The United States’ descent into a police state seems to be gathering pace. Beating and arresting peaceful protestors was bad enough; now people are being arrested for twittering the location of police during the protest.
Elliot Madison, a 41 year-old social worker and self-described anarchist from Queens was arrested on September 24 after being found with computers and a police scanner. He was charged with “hindering apprehension or prosecution, criminal use of a communication facility and possession of instruments of crime.” It’s lucky our tech facilitator Mike Gogulski is in Slovakia, or he might have been arrested too.
On Thursday, the Feds raided his Queens home and searched it for 16 hours. The Electronic Frontier Foundation has made the legal documents available. Among the items seized were computers, cellphones, and “anarchist literature.”
We should be getting used to the authorities deeming the possession of anarchist literature as an offence worthy of harassment. As hard as I try, though, I just can’t get past the fact that the Feds think it important to take a person’s book collection as part of their investigation. Even if we accept the thuggery of shutting peaceful protest and arresting those spreading information useful to protestors as legitimate (which you’d have to be slightly psychotic to do, by the way), it’s difficult to see the relevance of Madison’s political views or literary tastes to his legal culpability.
Even if the literature doesn’t get him into any trouble, he is being bullied for his beliefs. This is what a police state looks like.
It’s funny how the can spin things to make it sound worse than it really is. Excerpts from a non existent article about a raid on my compound:
A search of the premises lead to the discovery of a shotgun, bladed weapons (pocket, kitchen knives, and a machete in my camping gear), laboratory equipment with a collection of mysterious liquids in unlabeled seal brown glass bottles (homebrew), it is believed that the suspect may have been making chemical weapons. Fixx was also found to have had anarchist literature, and the means to reproduce more (printer, copier, stapler) and what appeared to be equipment and materials to mass produce posters, banners and clothing featuring radical political messages (screen printing stuff.) Several modified computers were discovered all seem to be using military grade encryption and anonymity software popular with spies and terrorists.

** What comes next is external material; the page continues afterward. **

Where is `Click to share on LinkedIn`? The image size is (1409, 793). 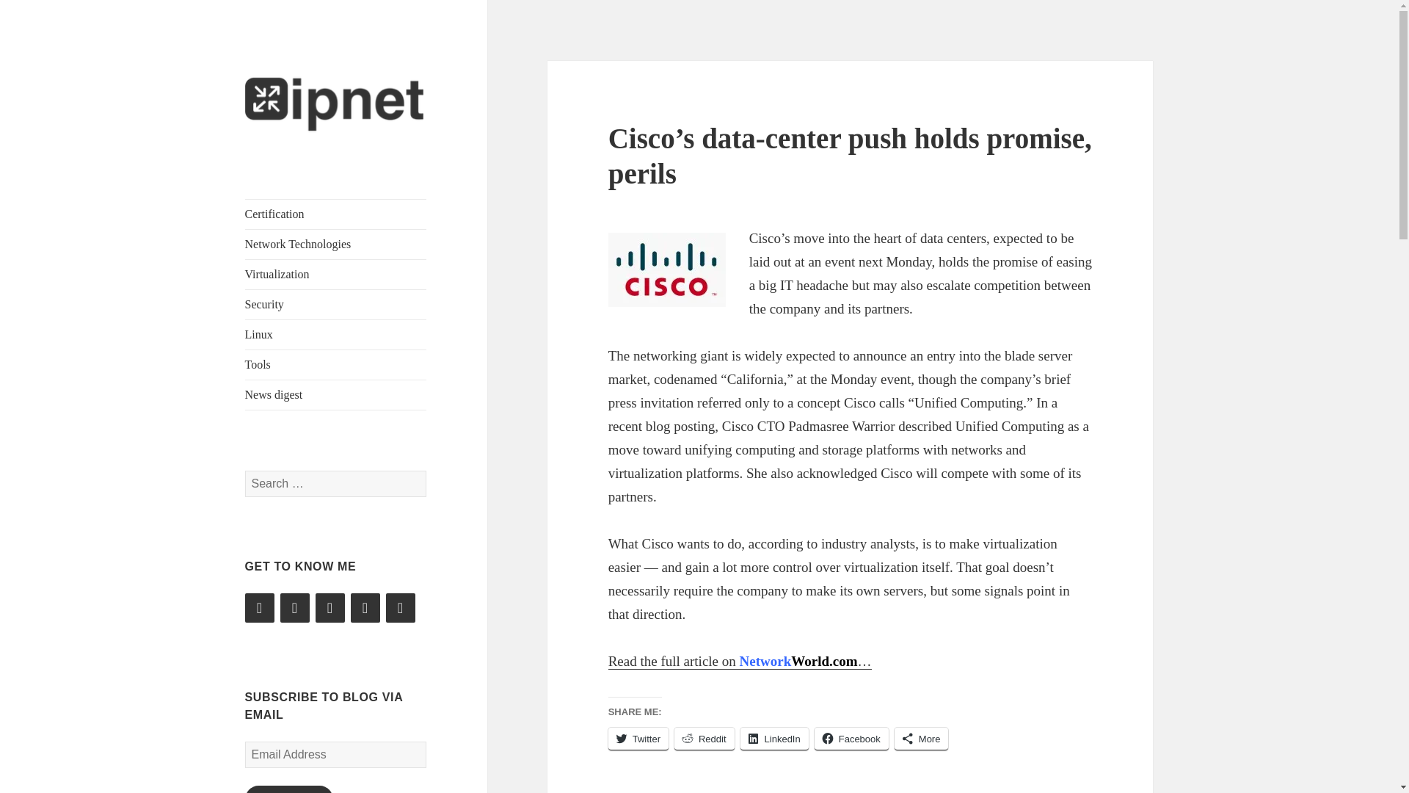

Heh. I suspect the last sentence would read: “Several modified computers were discovered all seem to be using military grade encryption and anonymity software popular with spies and terrorists and pedophiles.”
Though I am not a Constitution hugger by any means, one has to wonder about Freedom of the Press issues on this twittering thing. It seems to me like these people were simply reporting news.
Just for the record, I’m not feeling incredibly lucky.
You’re the most courageous of us all, Mike.
If that’s true, Nick, I think we’re well and truly doomed
Beh… You chose the hardest path so of course it looks dark. We’re growing like never before, though. The people on my Facebook friend’s list are reaching more people in a week than the Tuckers and Spooners did in their lifetimes.
I’m glad you posted this. I don’t know if Fr33 Agents have seen the article written by one of the residents of the raided house. I saw it on news.infoshop.org, which isn’t loading right now, but it is also here:
http://www.ainfos.ca/ainfos15727.html
Shotgun+Homebrew+Kitchen knives+Computer+Anarchist lit = Up to no good. Elementary, ye citizens!
“Though I am not a Constitution hugger by any means…” What the hell does that mean? What do u hug? U better hug it or lose it.
I’d love to lose it. It’s the founding document of the largest government the world has ever known.